A broken Creation Operating Model can mean a slow and inefficient time to market. By increasing speed to market, two things happen that ultimately increase performance:
- More personalized emails can be created and sent and increase conversion rates.
- Internal operations resources can be reallocated to analyzing data, optimization and A/B testing to further drive incremental gains.
But in order to achieve this desired state, you need to remove the bottlenecks in your creation process today.
We’ve pinpointed three bottlenecks currently plaguing teams.
The governance bottleneck
Every company needs to have a process in place to manage brand, legal concerns, compliance and QA, but today this is all human-moderated.
The solution to the governance bottleneck is you need to embed guardrails and QA into your technology to reduce technical production and downstream work.
In the Self-Serve with Guardrails Model, built-in guardrails are what makes it possible for creators to produce their own emails without the help from a developer who knows how to fix broken code, an ops specialist who knows all the things to QA for or a designer who has all of the team’s brand guidelines memorized. These specialists are highly valued members of marketing teams whose time is better spent on more impactful tasks than moderating creation processes.
The creation bottleneck
The idea in someone’s head never quite looks the same on paper. As a result, the first version is never quite right, whether a design isn’t rendering properly in the code or a marketer’s copy that isn’t quite fitting into the template. This results in a spiral of back-and-forth conversations, just to get the asset into the approval process.
The solution to the creation bottleneck is freeing up developer time by empowering creators to produce their own emails in a no-code, drag-and-drop builder. Instead of a marketer being an email requester, they become an email creator. Instead of a designer waiting for a developer to code their designs, the designer creates directly in HTML in a no-code builder so they can see their designs in real-time.

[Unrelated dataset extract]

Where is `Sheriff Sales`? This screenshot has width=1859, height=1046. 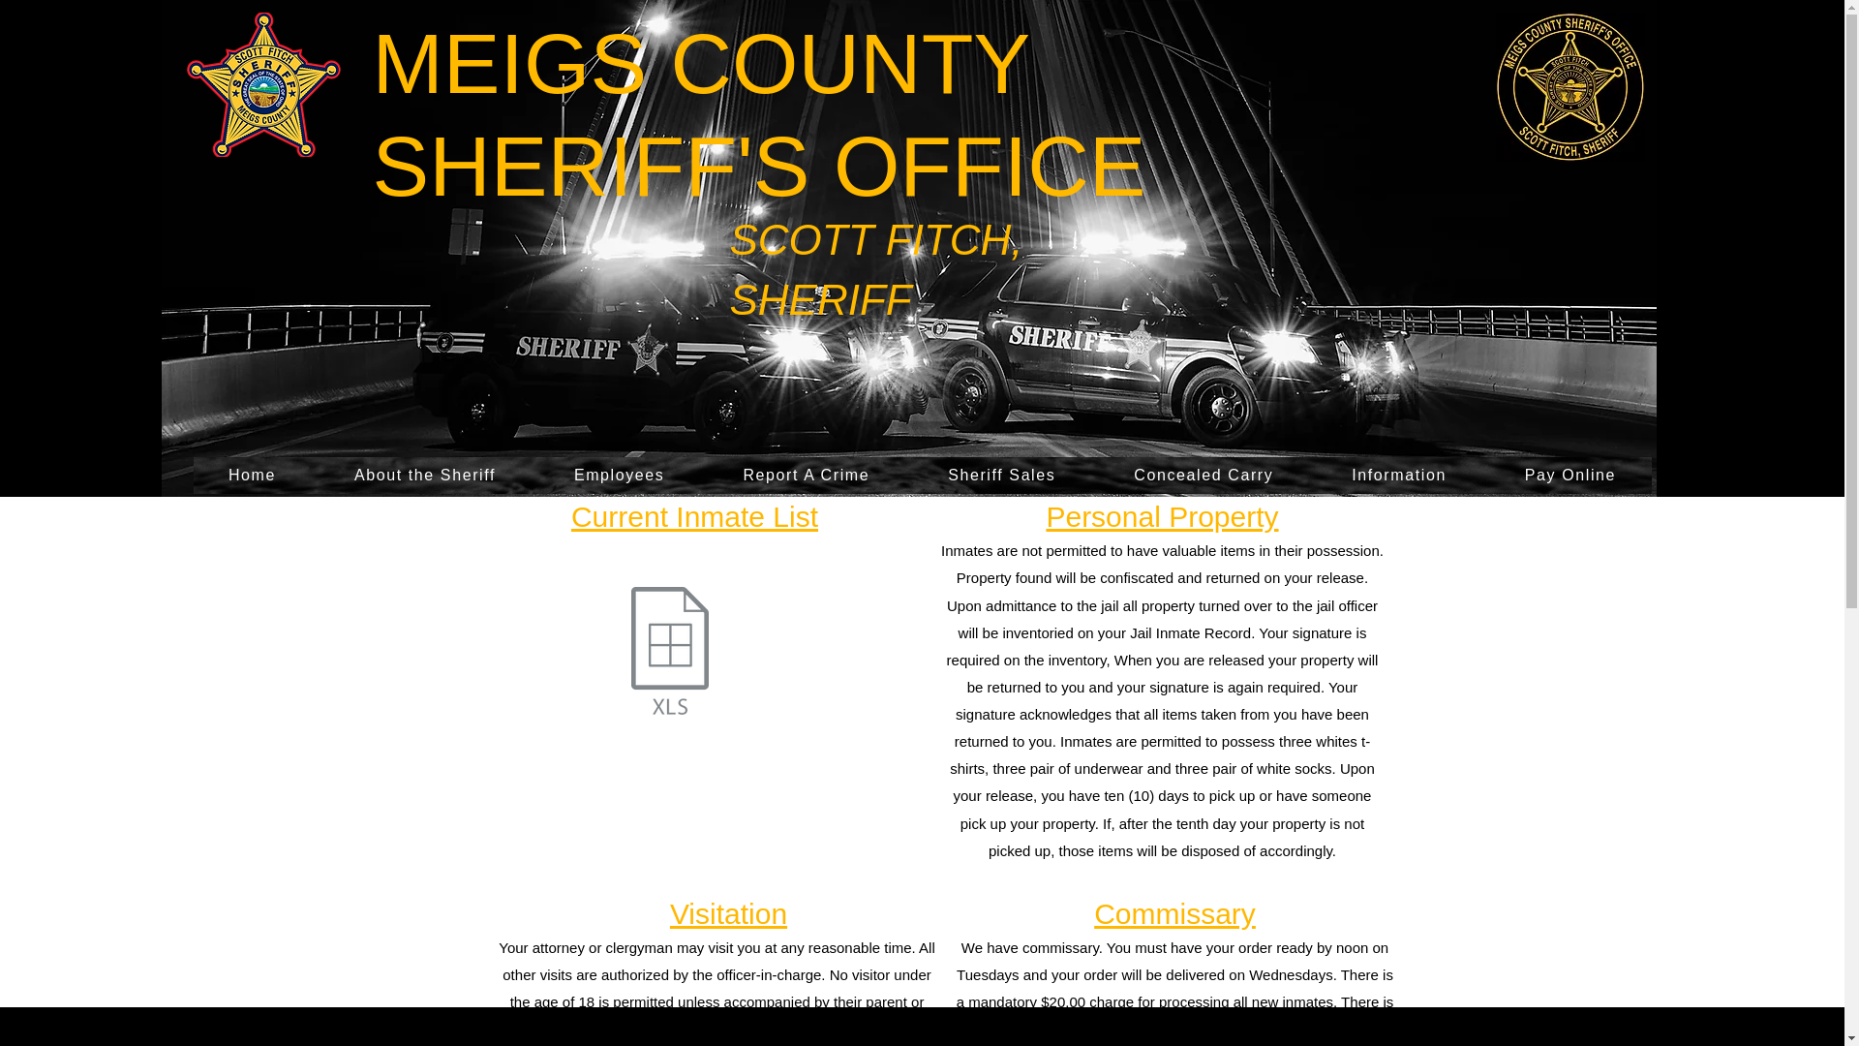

In the Self-Serve with Guardrails Model, back-and-forth that occurs in many traditional Creation Operating Models is eliminated, and technical specialists can reallocate their time to more strategic analysis and optimization projects to improve performance.
The collaboration bottleneck
With teams working in all different tools, feedback becomes decentralized, and it takes longer for edits to be made to continue advancing through the process. This leads to endless revision cycles and versioning nightmares.
The solution to the collaboration bottleneck is to make it possible for feedback to happen on the actual asset where the edits are made, similar to many other tools we use today..
In the Self-Serve with Guardrails Model, collaboration happens instantly, in one place.
Creation Operating Models in the age of AI
AI is accelerating the pace of content ideation and creation, but it’s also surfacing a new set of challenges: more content means more room for inconsistency, compliance risks, and collaboration chaos.
Marketers are no longer just fighting against slow workflows—they’re fighting complexity. AI can help generate content faster, but it can’t fix broken processes or disconnected systems. That’s where the Self-Serve with Guardrails model excels.
It brings order to creation, without slowing it down. It lets marketers move at the speed of AI, but with the confidence of built-in brand governance and QA.
Operating models aren’t just process diagrams—they’re productivity engines. Choosing the right one can mean the difference between reacting to change or leading it.
The future belongs to those who can scale personalized, compliant content without slowing down. That future belongs to Self-Serve with Guardrails.
If you’re ready to evolve your operating model, Stensul can help. Request a walkthrough of your current operating model to see how Stensul can help.